Cooking for Kings: The Life of Antonin Careme the First Celebrity Chef. Ian Kelly. Walker. New York 2003.
I was reading a review of Ian Kelly’s latest book on Casanova and was jogged into recalling he’d done this one five years earlier on Antonin Careme who cooked for Talleyrand, Napoleon, the Tsar and the Rothschilds.
It is both fascinating and boring if you know what I mean; fascinating in the telling of some of the minutiae of 19th Century cooking for royalty but boring in its listing of the meals they ate; man, did they eat. One can only shudder reading that George, the Prince Regent of Britain was so overweight his unsupported stomach drooped down to his knees.
The number of dishes served at a meal for the Rothschilds, for instance, makes Gagnaire look like a piker. And the six pages spent on how Careme spun sugar does get a bit too much.
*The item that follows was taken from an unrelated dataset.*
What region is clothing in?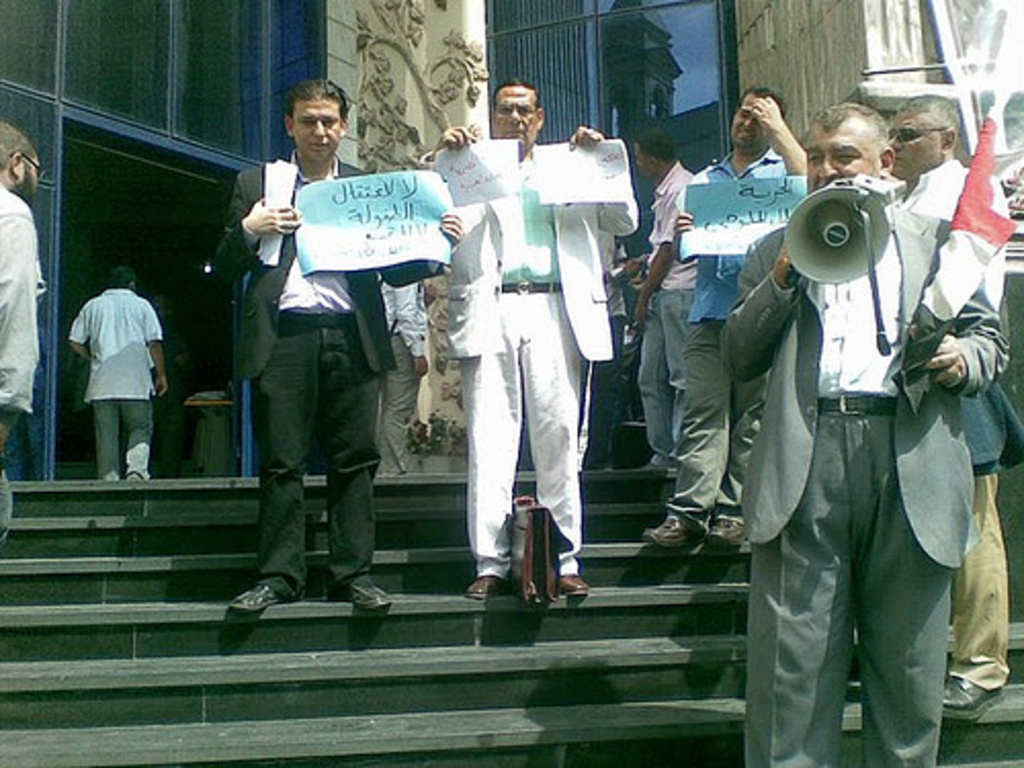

I liked the idea that Talleyrand asked him to compose 365 meals for every day of one year, using local ingredients but again, reading just the descriptions of the 18 dishes comprising each meal was dizzying.
At some point Colette asked posited that the portion size must have been small, but no, it too was Gargantuan; sides of beef, racks of lamb, numerous wild turkeys and so on.
This is not a book for everyone but of its kind, it is unique.